What’s the Carbon Footprint Of Maine’s 19-Page Container Redemption Modernization Law?

by
Steve MacDonald

The internet machine coughed up a letter to the editor of the Bangor daily news. The law would update how the state pretends recycling is good for Maine or the planet. My first thought? How much carbon will they emit before it’s over?

Related: Is Recycling a “Waste” of Time?

And not just from the redo but the original, the actual rule-making, rule-following, program management, collection, processing, transportation, all of it. And that’s just for beverage containers.

I have the same thoughts about the difference in actual “cost” between leaving other items thought to be recyclable IN the waste stream compared to what is involved in recycling them. All the food cans and milk bottles still need to be rinsed, which has a carbon footprint. Not just the washing but the processing of the water before and after.

Is a paper plate better or worse for the planet than washing the dish it replaced? It doesn’t keep me up at night, but the whole agenda gets everything else so bass-ackward that, as the occasional contrarian, pondering it puts a sparkle in my eye and a skip in my step.

Container return programs accept glass, metal, and plastic, sort them, containerize them, move them, and store them, all before they are broken back down into something by machines before other machines can reuse what can be reused (assuming it doesn’t end up in the ocean off the coast of China. There has always been a considerable cost in carbon to do that (if that matters to you), and the purveyors of such programs hide those costs the way the media emits tons of carbon to conceal the truth about Joe Biden’s side hustles—Hillary’s email server, and everything about Barry Obama.

And while there are no eco-nut-friendly solutions to those last three “problems,” are any of the others less fraught with precarious carbon math like the one I suppose for Maine (NY, MI, or HI)?

And then there’s the cost of making, managing, and enforcing laws that create a lobby with enough carbon-emitting influence to keep its interests alight in the minds of virtue-signaling legislators – along with their staffs, aides, and the populace driving to the collection center to drop off the cans and bottles they’ve greenwashed along the way.

Does the net carbon benefit outweigh the gross emissions?

 

 

Author

  • Steve MacDonald

    Steve is a long-time New Hampshire resident, blogger, and a member of the Board of directors of The 603 Alliance. He is the owner of Grok Media LLC and the Managing Editor of GraniteGrok.com, a former board member of the Republican Liberty Caucus of New Hampshire, and a past contributor to the Franklin Center for Public Policy.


__What you should do__. What you return must match the listing below word for word.

*** Opening Information given ***

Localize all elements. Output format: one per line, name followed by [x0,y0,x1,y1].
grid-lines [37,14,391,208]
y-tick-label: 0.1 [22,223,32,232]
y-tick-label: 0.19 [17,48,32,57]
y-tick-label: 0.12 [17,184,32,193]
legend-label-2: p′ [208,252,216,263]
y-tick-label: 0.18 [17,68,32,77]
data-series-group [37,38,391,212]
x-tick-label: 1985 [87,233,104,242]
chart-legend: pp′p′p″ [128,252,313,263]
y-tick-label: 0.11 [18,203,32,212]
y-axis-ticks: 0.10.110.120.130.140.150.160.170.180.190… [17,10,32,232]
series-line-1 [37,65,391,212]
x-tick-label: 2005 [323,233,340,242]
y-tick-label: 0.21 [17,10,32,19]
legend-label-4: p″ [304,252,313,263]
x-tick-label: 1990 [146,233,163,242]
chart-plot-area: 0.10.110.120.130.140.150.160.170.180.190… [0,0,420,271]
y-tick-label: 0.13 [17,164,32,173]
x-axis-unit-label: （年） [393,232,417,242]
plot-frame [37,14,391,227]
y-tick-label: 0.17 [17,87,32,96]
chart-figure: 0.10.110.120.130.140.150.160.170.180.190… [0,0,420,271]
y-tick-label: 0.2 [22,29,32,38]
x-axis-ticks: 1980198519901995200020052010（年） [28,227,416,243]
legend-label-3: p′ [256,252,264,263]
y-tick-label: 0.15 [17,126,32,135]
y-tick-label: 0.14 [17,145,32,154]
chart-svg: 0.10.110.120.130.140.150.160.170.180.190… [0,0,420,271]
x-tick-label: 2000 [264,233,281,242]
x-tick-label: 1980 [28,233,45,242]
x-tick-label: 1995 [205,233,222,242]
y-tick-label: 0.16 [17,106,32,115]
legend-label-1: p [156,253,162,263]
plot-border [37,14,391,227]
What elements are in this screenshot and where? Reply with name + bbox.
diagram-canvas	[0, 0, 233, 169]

*** Closing Information given ***

__Response__.
Localize all elements. Output format: one per line, name followed by [x0,y0,x1,y1].
grid-lines [37,14,391,208]
y-tick-label: 0.1 [22,223,32,232]
y-tick-label: 0.19 [17,48,32,57]
y-tick-label: 0.12 [17,184,32,193]
legend-label-2: p′ [208,252,216,263]
y-tick-label: 0.18 [17,68,32,77]
data-series-group [37,38,391,212]
x-tick-label: 1985 [87,233,104,242]
chart-legend: pp′p′p″ [128,252,313,263]
y-tick-label: 0.11 [18,203,32,212]
y-axis-ticks: 0.10.110.120.130.140.150.160.170.180.190… [17,10,32,232]
series-line-1 [37,65,391,212]
x-tick-label: 2005 [323,233,340,242]
y-tick-label: 0.21 [17,10,32,19]
legend-label-4: p″ [304,252,313,263]
x-tick-label: 1990 [146,233,163,242]
chart-plot-area: 0.10.110.120.130.140.150.160.170.180.190… [0,0,420,271]
y-tick-label: 0.13 [17,164,32,173]
x-axis-unit-label: （年） [393,232,417,242]
plot-frame [37,14,391,227]
y-tick-label: 0.17 [17,87,32,96]
chart-figure: 0.10.110.120.130.140.150.160.170.180.190… [0,0,420,271]
y-tick-label: 0.2 [22,29,32,38]
x-axis-ticks: 1980198519901995200020052010（年） [28,227,416,243]
legend-label-3: p′ [256,252,264,263]
y-tick-label: 0.15 [17,126,32,135]
y-tick-label: 0.14 [17,145,32,154]
chart-svg: 0.10.110.120.130.140.150.160.170.180.190… [0,0,420,271]
x-tick-label: 2000 [264,233,281,242]
x-tick-label: 1980 [28,233,45,242]
x-tick-label: 1995 [205,233,222,242]
y-tick-label: 0.16 [17,106,32,115]
legend-label-1: p [156,253,162,263]
plot-border [37,14,391,227]
What elements are in this screenshot and where? Reply with name + bbox.
diagram-canvas	[0, 0, 233, 169]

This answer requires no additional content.